An Artificial Intelligence that plays the famous Connect 4 game, designed with genetic algorithms.

Primary LanguageC++

Connect 4 AI

An implementation of a bot player for a generalization of the famous game 'Connect 4', where the board dimensions and the length of the line to form are custom. This project was part of the course 'Algorithms and Data Structures III' given at the University of Buenos Aires; its original repository is private and contains other things apart from the player and game themselves. This is a public version of it (currently working on it) that aims to be cleaner and let the project keep growing. There are some things in Spanish and other in English, sorry about that.

game

The implementation of the game (all the python scripts) was originally provided by the teachers of the course, as that was not the purpose of the project but the design of the players.

Usage and dependencies

The bots are made in C++, and their source codes can be found in ai/. The game and its interface are made in Python 2, using pygame. That's the one and only non-standard dependency of the project. Pygame can be installed with pip:

sudo pip install pygame

Note: make sure you are using Python 2.

The game can be run from game/c_linea.py using different arguments. For more information run it using --help. It's important to do it in its directory; for instance:

uba@dc:~/connect4-AI/game$ python c_linea.py --help

How the AIs work

The referee made in python interacts with the binaries compiled from the C++ code through standard input/output.
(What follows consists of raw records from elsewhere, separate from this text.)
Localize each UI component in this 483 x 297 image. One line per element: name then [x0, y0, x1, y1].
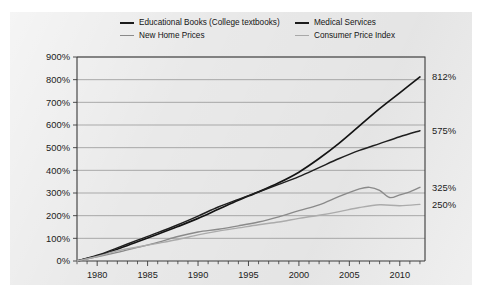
series-end-label-educational-books: 812% [432, 71, 456, 82]
y-axis-label: 200% [46, 210, 70, 221]
series-end-label-new-home-prices: 325% [432, 182, 456, 193]
series-end-label-medical-services: 575% [432, 125, 456, 136]
y-axis-label: 400% [46, 165, 70, 176]
series-line-new-home-prices [77, 187, 420, 261]
y-axis-label: 100% [46, 233, 70, 244]
series-line-medical-services [77, 131, 420, 261]
axis-top-right [77, 57, 425, 261]
chart-x-axis-labels: 1980198519901995200020052010 [87, 270, 410, 280]
series-end-label-consumer-price-index: 250% [432, 199, 456, 210]
chart-screenshot: Educational Books (College textbooks) Me… [0, 0, 483, 297]
chart-series-group [77, 77, 420, 261]
chart-axes [77, 57, 425, 261]
x-axis-label: 1985 [137, 270, 157, 280]
x-axis-label: 2000 [289, 270, 309, 280]
y-axis-label: 600% [46, 119, 70, 130]
chart-x-axis-ticks [77, 261, 420, 266]
y-axis-label: 900% [46, 51, 70, 62]
y-axis-label: 300% [46, 187, 70, 198]
x-axis-label: 2005 [339, 270, 359, 280]
chart-y-axis-labels: 0%100%200%300%400%500%600%700%800%900% [46, 51, 70, 266]
chart-gridlines [73, 57, 425, 261]
y-axis-label: 0% [56, 255, 70, 266]
x-axis-label: 1990 [188, 270, 208, 280]
y-axis-label: 700% [46, 97, 70, 108]
y-axis-label: 500% [46, 142, 70, 153]
x-axis-label: 1980 [87, 270, 107, 280]
axis-left-bottom [77, 57, 425, 261]
x-axis-label: 2010 [390, 270, 410, 280]
y-axis-label: 800% [46, 74, 70, 85]
line-chart: 0%100%200%300%400%500%600%700%800%900% 1… [10, 12, 472, 285]
chart-end-labels: 812%575%325%250% [432, 71, 456, 209]
series-line-educational-books [77, 77, 420, 261]
series-line-consumer-price-index [77, 204, 420, 261]
chart-svg: 0%100%200%300%400%500%600%700%800%900% 1… [10, 12, 472, 285]
x-axis-label: 1995 [238, 270, 258, 280]
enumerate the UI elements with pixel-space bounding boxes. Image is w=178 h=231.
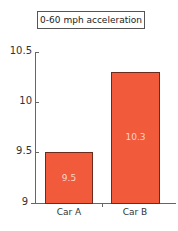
y-axis — [35, 52, 36, 204]
chart-title: 0-60 mph acceleration — [37, 11, 145, 29]
bar-car-a: 9.5 — [45, 152, 93, 204]
y-tick — [35, 102, 39, 103]
y-tick — [31, 203, 35, 204]
y-tick — [35, 152, 39, 153]
bar-car-b: 10.3 — [111, 72, 160, 204]
x-tick — [102, 204, 103, 207]
y-tick-label: 9 — [0, 196, 28, 207]
x-category-label: Car A — [44, 207, 94, 217]
bar-value-label: 10.3 — [112, 132, 159, 142]
y-tick-label: 10.5 — [2, 45, 32, 56]
y-tick-label: 10 — [2, 95, 32, 106]
y-tick-label: 9.5 — [2, 145, 32, 156]
x-category-label: Car B — [110, 207, 160, 217]
bar-value-label: 9.5 — [46, 173, 92, 183]
y-tick — [35, 52, 39, 53]
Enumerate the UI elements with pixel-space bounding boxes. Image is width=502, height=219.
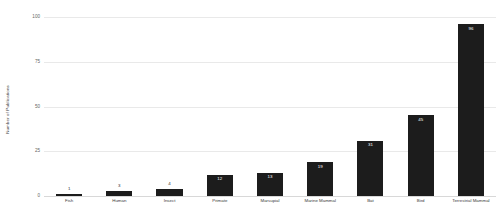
- x-axis-category-label: Terrestrial Mammal: [444, 199, 498, 203]
- bar[interactable]: [106, 191, 132, 196]
- y-axis-tick-label: 75: [35, 59, 40, 64]
- bar-series: 1Fish3Human4Insect12Primate13Marsupial19…: [44, 17, 496, 196]
- bar[interactable]: [56, 194, 82, 196]
- x-axis-category-label: Marsupial: [243, 199, 297, 203]
- y-axis-tick-label: 0: [37, 194, 40, 199]
- x-axis-category-label: Bird: [394, 199, 448, 203]
- bar-value-label: 12: [207, 177, 233, 181]
- bar-group[interactable]: 45Bird: [408, 17, 434, 196]
- bar-group[interactable]: 1Fish: [56, 17, 82, 196]
- bar-chart-figure: Number of Publications 1007550250 1Fish3…: [0, 0, 502, 219]
- bar-value-label: 19: [307, 165, 333, 169]
- bar-value-label: 3: [106, 184, 132, 188]
- bar-value-label: 4: [156, 182, 182, 186]
- bar-value-label: 96: [458, 27, 484, 31]
- bar[interactable]: [408, 115, 434, 196]
- bar-value-label: 1: [56, 187, 82, 191]
- bar-group[interactable]: 13Marsupial: [257, 17, 283, 196]
- bar-group[interactable]: 19Marine Mammal: [307, 17, 333, 196]
- plot-area: 1007550250 1Fish3Human4Insect12Primate13…: [44, 17, 496, 196]
- bar-group[interactable]: 3Human: [106, 17, 132, 196]
- y-axis-tick-label: 25: [35, 149, 40, 154]
- bar-group[interactable]: 12Primate: [207, 17, 233, 196]
- x-axis-category-label: Bat: [343, 199, 397, 203]
- bar[interactable]: [357, 141, 383, 196]
- bar-group[interactable]: 31Bat: [357, 17, 383, 196]
- y-axis-tick-label: 100: [32, 15, 40, 20]
- bar[interactable]: [458, 24, 484, 196]
- bar-group[interactable]: 96Terrestrial Mammal: [458, 17, 484, 196]
- x-axis-category-label: Insect: [142, 199, 196, 203]
- bar-value-label: 45: [408, 118, 434, 122]
- bar[interactable]: [156, 189, 182, 196]
- gridline: 0: [44, 196, 496, 197]
- y-axis-title: Number of Publications: [0, 0, 14, 219]
- x-axis-category-label: Fish: [42, 199, 96, 203]
- bar-value-label: 13: [257, 175, 283, 179]
- y-axis-tick-label: 50: [35, 104, 40, 109]
- x-axis-category-label: Primate: [193, 199, 247, 203]
- x-axis-category-label: Human: [92, 199, 146, 203]
- bar-value-label: 31: [357, 143, 383, 147]
- bar-group[interactable]: 4Insect: [156, 17, 182, 196]
- x-axis-category-label: Marine Mammal: [293, 199, 347, 203]
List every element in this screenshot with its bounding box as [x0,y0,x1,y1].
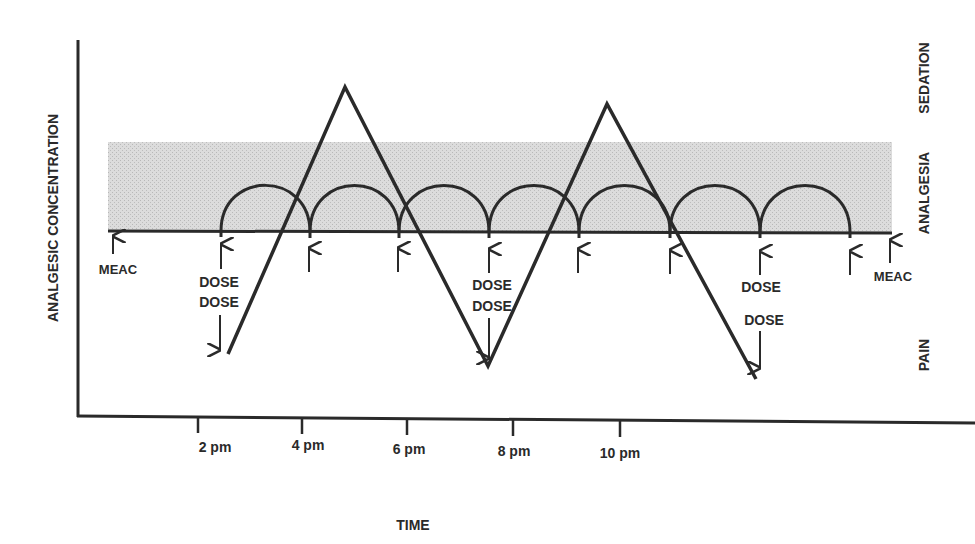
dose-label-2pm-upper: DOSE [199,274,239,290]
meac-label-right: MEAC [874,269,913,284]
x-axis [77,416,975,423]
analgesia-band [108,142,892,232]
meac-line [108,231,892,233]
analgesic-concentration-diagram: 2 pm 4 pm 6 pm 8 pm 10 pm TIME ANALGESIC… [0,0,975,544]
tick-label-4pm: 4 pm [292,437,325,453]
zone-label-sedation: SEDATION [916,42,932,113]
dose-label-10pm-upper: DOSE [741,279,781,295]
meac-label-left: MEAC [99,262,138,277]
tick-label-10pm: 10 pm [600,445,640,461]
dose-label-6pm-lower: DOSE [472,298,512,314]
dose-up-arrows [113,236,890,275]
zone-label-analgesia: ANALGESIA [916,152,932,234]
dose-label-10pm-lower: DOSE [744,312,784,328]
tick-label-2pm: 2 pm [199,439,232,455]
y-axis-title: ANALGESIC CONCENTRATION [45,114,61,322]
zone-label-pain: PAIN [916,339,932,371]
tick-label-8pm: 8 pm [498,443,531,459]
tick-label-6pm: 6 pm [393,441,426,457]
dose-label-2pm-lower: DOSE [199,294,239,310]
dose-label-6pm-upper: DOSE [472,277,512,293]
x-axis-title: TIME [396,517,429,533]
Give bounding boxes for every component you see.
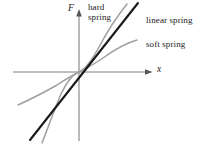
linear-spring-label: linear spring	[146, 16, 193, 26]
x-axis-label: x	[157, 64, 161, 74]
hard-spring-label: hard spring	[88, 3, 111, 22]
hard-spring-curve	[42, 4, 127, 143]
hard-spring-label-line-2: spring	[88, 13, 111, 23]
x-axis-arrowhead	[145, 69, 153, 75]
spring-force-diagram: F x hard spring linear spring soft sprin…	[0, 0, 206, 147]
f-axis-arrowhead	[76, 9, 82, 17]
f-axis-label: F	[68, 3, 74, 13]
soft-spring-label: soft spring	[146, 40, 185, 50]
At the beginning of each game, the AI receives the game rules (board dimensions, winning-line-length and who starts); to play, the AI sends the column number to the referee, and then receives the opponent's move. The way this is encoded is very simple, and I shall document it in the future.

How the AIs really work

There are two types of artificial intelligence:

Minimax

This is a perfect player from the game theory perspective. It works with the famous minimax algorithm, and can only be beaten if played perfectly. The downside of it is its algorithm complexity, as the problem is NP-hard. Because our board can be as big as we want, we want a scalable bot.

For those into game theory, there's an implementation using the alpha-beta pruning.

Genetic greedy

This is not a perfect player, but it runs much faster. Unlike Minimax, the greedy player does not study all possible outcomes of the game, but takes its decision based only on the actual state of the board (and maybe the next possible play).

The main idea of the algorithm is to rate all the boards that can be obtained and go for the one with the highest score. Roughly, a board state has different features defined, each of which has an associated weight, determining how important that feature is and how it impacts on the score. The AI takes arguments indicating those weights; this is where the genetic part comes in, and those arguments are trained using two techniques:

  • Grid search: an exhaustive search that looks for the best combination of arguments that make the AI work in the best way. This is infeasible, so some heuristics are applied in the search.
  • Evolutionary optimization: a search based on iterating over populations of players, that evolve based on the best players of each past generation.

Note that this means the greedy binary needs arguments. Will not work if less than the needed number is passed.

Both the player algorithm and the hyperparameter optimization are complex to explain here, but I plan to adapt and extend the original report (~50 pages long) in the future.